On writing and thinking

My forthcoming paper On trusting chatbots is centrally about the challenge of believing claims that appear in LLM output. I am sceptical about the prospects of AI-generated summaries of facts, but I also throw a bit of shade on the suggestion that AI should be used for brainstorming and conjuring up early drafts. Sifting through bullshit is not like editing in the usual sense, I suggest.

Nevertheless, I know people who advocate using chatbots for early drafts of formulaic things like work e-mails and formal proposals. That’s fine, I suppose, but only for the sorts of things where one might just as well find some boilerplate example on-line and use that as a starting place. For anything more original, there’s a real danger in letting a chatbot guide early writing.

Decades ago, when applying for a teaching job, I wrote this:

It is common for students, after having turned in an assignment which woefully misses the mark, to say that they understand everything up in their head and that it’s only that their understanding didn’t show up in their writing. Sometimes this may be so; perhaps they were distracted while trying to write the paper, and under different circumstances they could have done better. More often, their excuses are disingenuous. The fact that they are unable to express themselves on the topic is a sign that they really don’t understand. Their subjective certainty that they understand is different from real understanding.

I offer this observation because it shows that trying to write on a topic is an important way to discern whether or not we really understand it. Often enough, we begin with a murky understanding and only achieve clarity in the course of setting our ideas down in words. For that reason, learning to write is tantamount to learning to think.

It’s a bit wordy, but I still think it’s true. And the point is even more pressing when the question is one where several reasonable answers are possible. Writing through a complicated topic is tantamount to thinking it through. The answer one ends up with— what one ends up believing— will be shaped by the argument one constructs. Outsourcing the writing is outsourcing the thinking.

As a counterpoint, one might cite Terrence Tao’s suggestion that a mathematician should be able to provide a proof-sketch to an AI so as to generate a LaTeX file for the resulting scholarly paper. Two important rejoinders: First, a key part of his suggestion is that AI should also generate a formalization of the proof which could be verified by an algorithm for checking proofs. That further algorithm would not be an LLM. Second, this is less tempting an offer in disciplines like philosophy. Outside of certain sub-disciplines, having a valid formal proof is not the primary thing one does in a philosophy paper. Even when it is part of what happens, there is crucial work in interpreting the terms of the formal proof so as to draw substantive conclusions. And many times the thesis of the paper itself changes in the course of fully articulating the argument for it.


> Task item
Output begins at the line with "At what (x,y)" and ends at the last line of the records below. Copy each line in that span exactly, and leave out pictures.

> Data for analysis
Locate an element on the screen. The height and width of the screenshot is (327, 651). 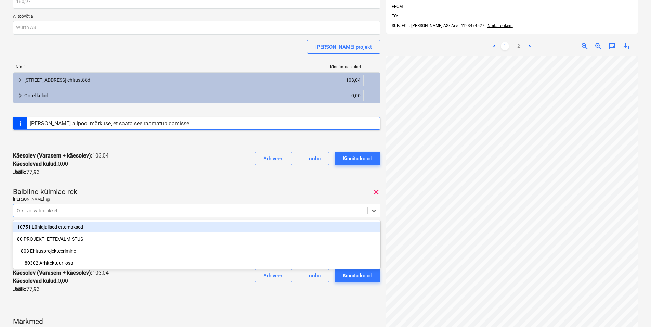
a: Page 1 is your current page is located at coordinates (505, 46).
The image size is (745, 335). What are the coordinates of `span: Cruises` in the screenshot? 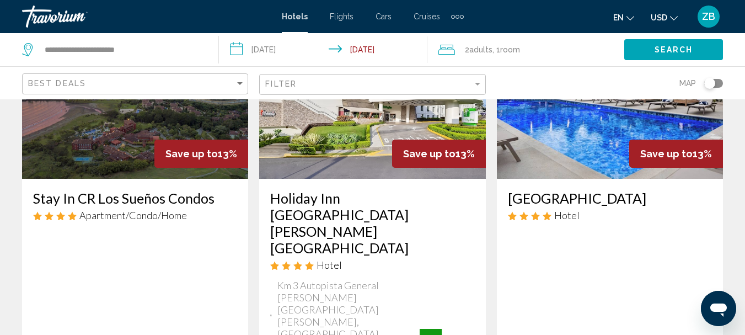 It's located at (427, 17).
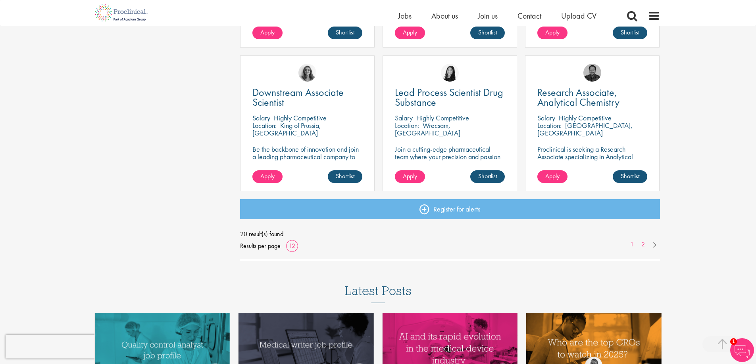  Describe the element at coordinates (378, 294) in the screenshot. I see `h3: Latest Posts` at that location.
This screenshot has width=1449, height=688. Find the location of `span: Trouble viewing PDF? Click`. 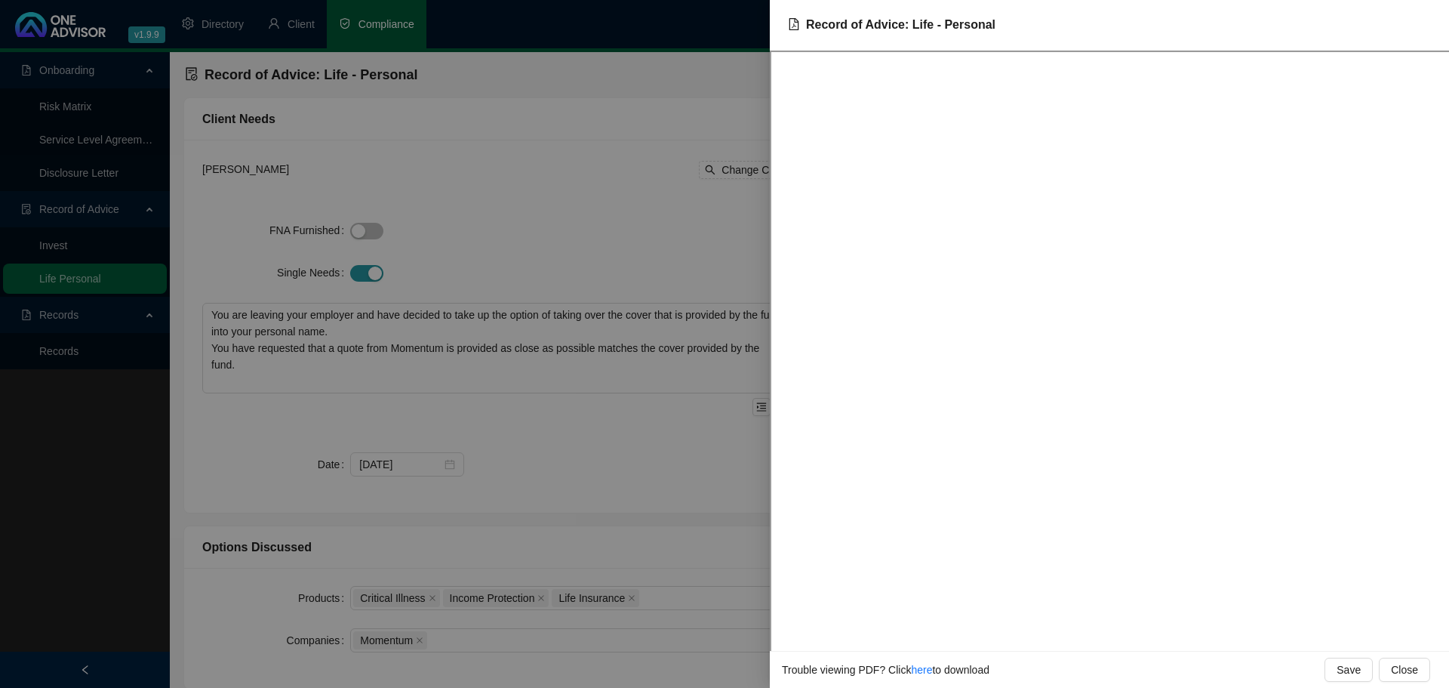

span: Trouble viewing PDF? Click is located at coordinates (846, 670).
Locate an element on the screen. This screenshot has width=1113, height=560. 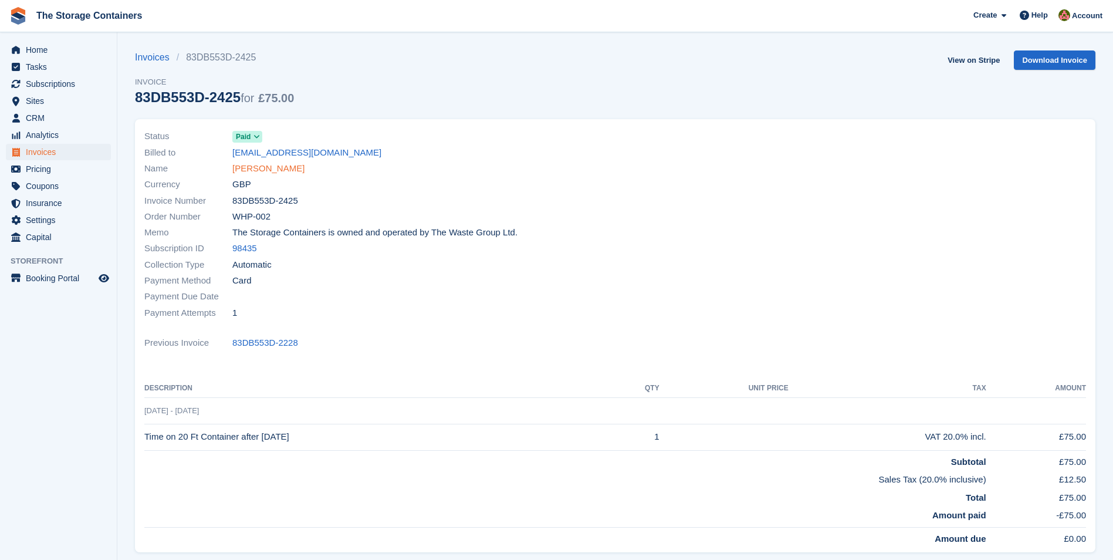
span: Status is located at coordinates (188, 136).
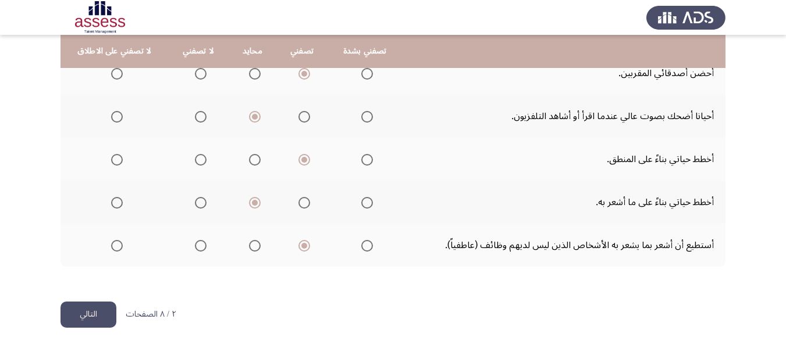  Describe the element at coordinates (100, 17) in the screenshot. I see `img: Assessment logo of Emotional Intelligence Assessment - THL` at that location.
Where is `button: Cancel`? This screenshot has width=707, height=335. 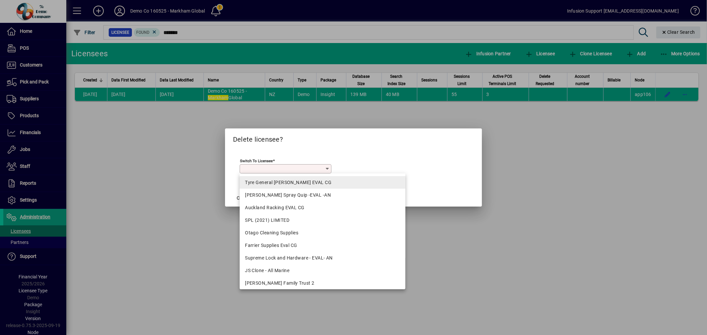 button: Cancel is located at coordinates (244, 198).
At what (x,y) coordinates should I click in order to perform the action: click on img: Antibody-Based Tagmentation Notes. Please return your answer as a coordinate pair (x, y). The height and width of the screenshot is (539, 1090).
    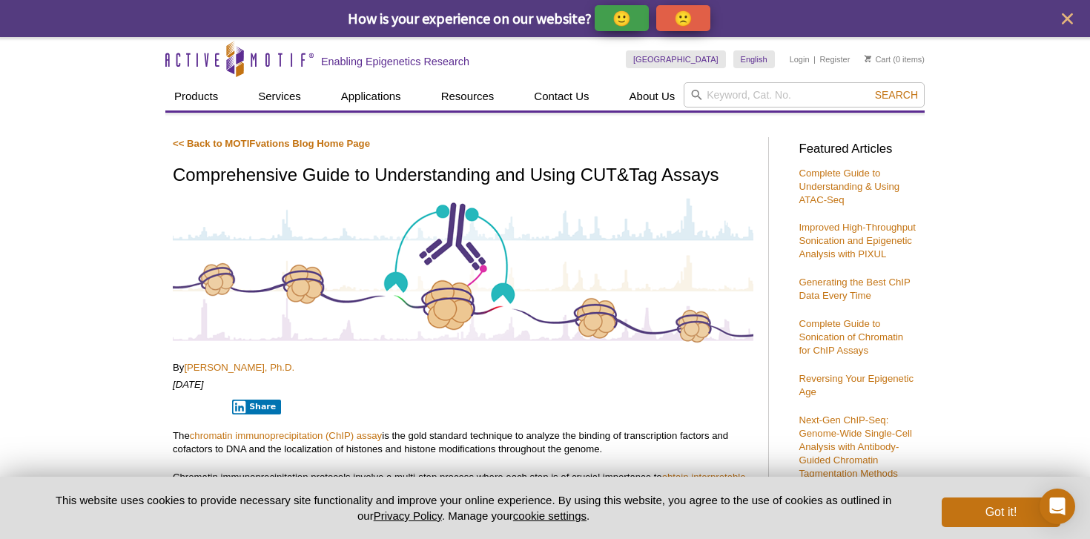
    Looking at the image, I should click on (463, 270).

> Result below
At what (x,y) coordinates should I click in order to perform the action: click on img: Antibody-Based Tagmentation Notes. Please return your answer as a coordinate pair (x, y). The height and width of the screenshot is (539, 1090).
    Looking at the image, I should click on (463, 270).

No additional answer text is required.